Welcome, Dr. Rommel A. Curaming

We are very delighted that Dr. Rommel A. Curaming is PhISO’s Member of Board of Advisors. For the current list of advisors, please click here.

Dr. Rommel A. Curaming is the programme leader of Historical and International Studies and coordinator of Southeast Asian Studies program at the University of Brunei Darussalam. He obtained his PhD in Southeast Asian Studies from Australian National University, MA in Southeast Asian Studies from National University of Singapore, and MA in Asian Studies from the University of the Philippines-Diliman. His research interests are politics of knowledge production, state-intellectual relations, and Filipino Malayness.

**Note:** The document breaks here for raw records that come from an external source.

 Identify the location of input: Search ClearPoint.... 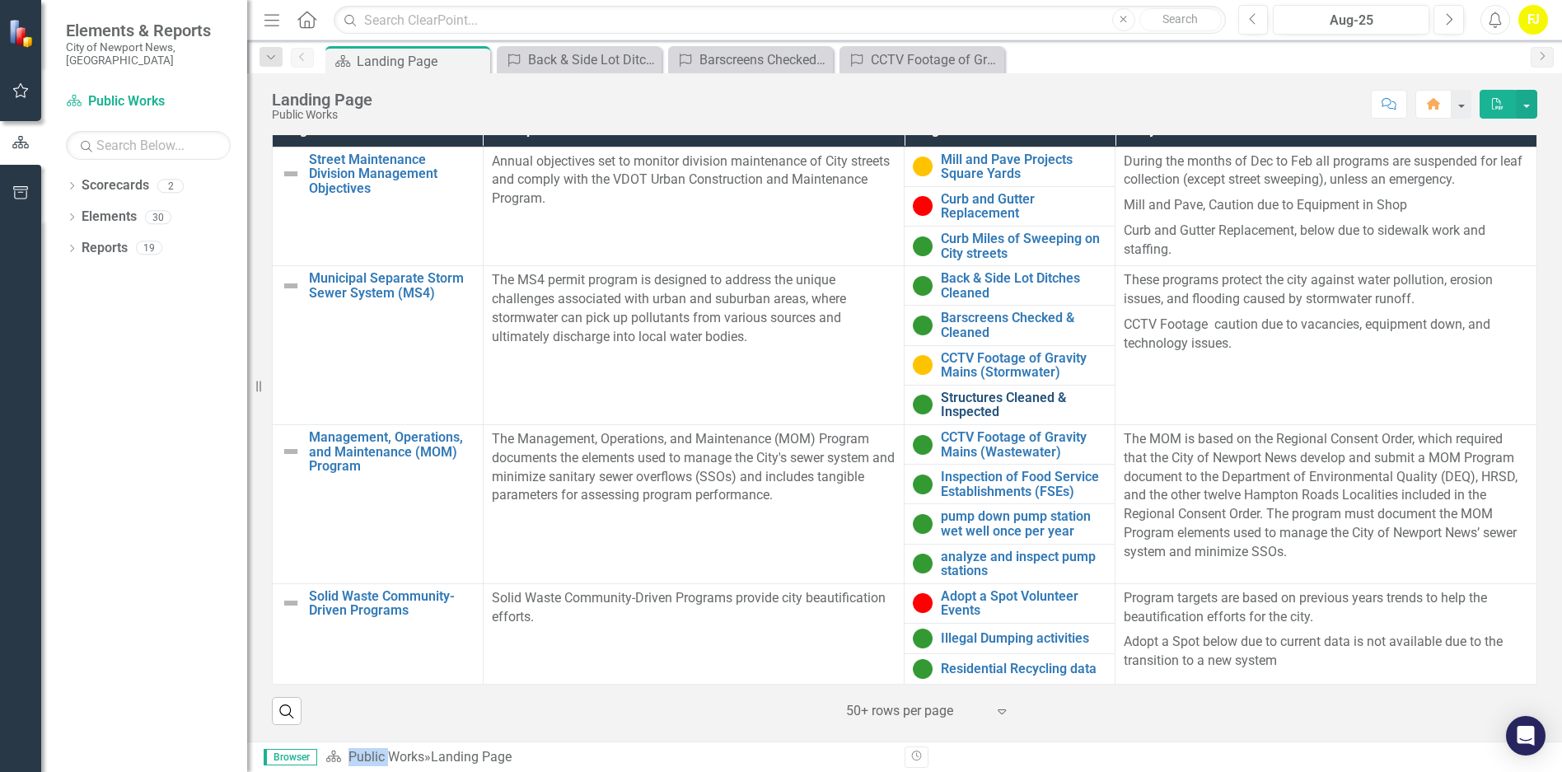
(779, 20).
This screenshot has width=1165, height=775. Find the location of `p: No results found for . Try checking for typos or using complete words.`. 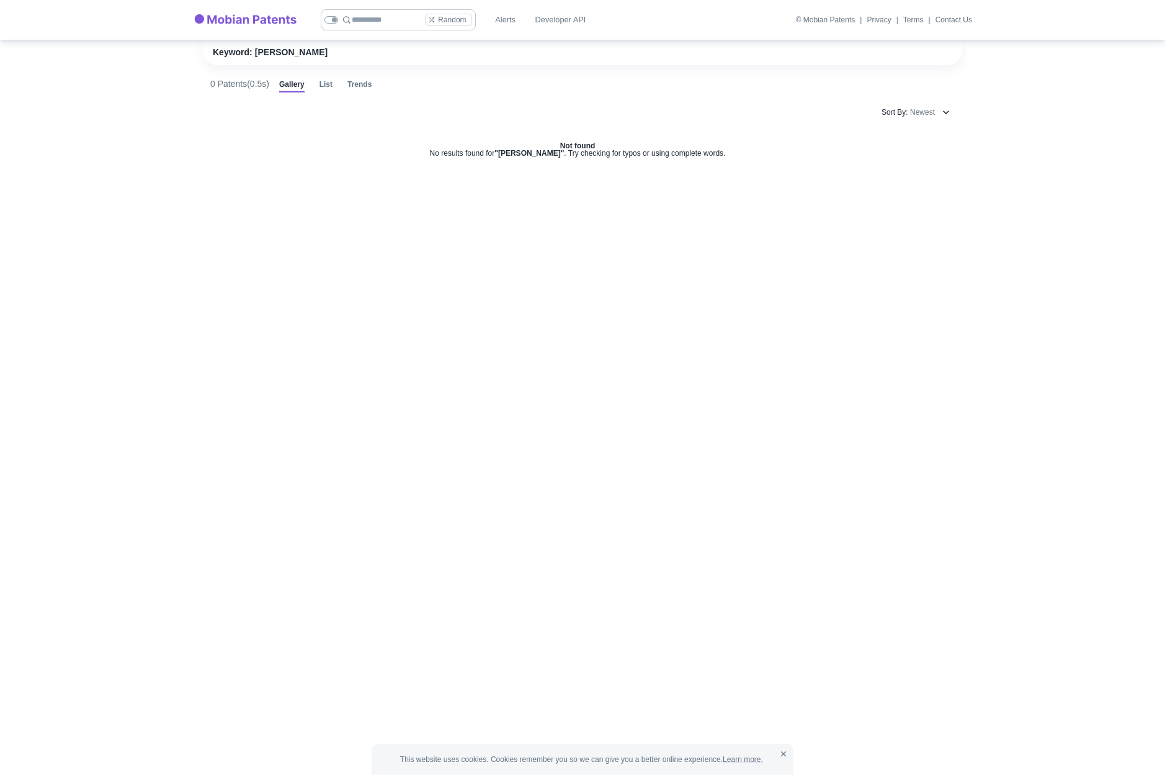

He is an editorial board member of South East Asia: A Multidisciplinary Journal (UBD, Brunei Darussalam) and reviewed manuscripts for South East Asia Research (SOAS, U.K.), Journal of Social Transformation (Ateneo de Manila University, Philippines), Southeast Asian Studies/ Tonan Ajia Kenkyu (Kyoto University), Asian Journal of Social Science (Brill), Kasarinlan Philippine Journal of Third World Studies (University of the Philippines), and Sojourn: Southeast Asian Journal of Social Issues (ISEAS, Singapore). Some of his notable publications include:

Dhont, F., Webster, T., & Curaming, R. (Eds.) (2013). Between the Mountain and the Seas: Positioning Indonesia. Yogyakarta: Gadjah Mada University Press.

Curaming, R. A. (2012). “The Making of a ‘Classic’ in South East Asian Studies: Another Look at Kahin, Agoncillo and the Revolutions,” South East Asia Research, 20(4), 585-599. 
Curaming, R. A., & Aljunied, S. M. K. (2012). “Social Memory and State – Civil Society Relations in the Philippines: Forgetting and Remembering the Jabidah ‘Massacre’”. Time & Society, 21(1), 89-103. doi: 10.1177/0961463X11431337. 
Curaming, R. A. (2008). “Contextual Factors in the Analysis of State-historian Relations in Indonesia and the Philippines”. Philippine Studies, 56(2), 123-152. 
Curaming, R. A. (2006). “Towards a Poststructuralist Southeast Asian Studies?”. Sojourn: Journal of Social Issues in Southeast Asia, 21(1), 90-112.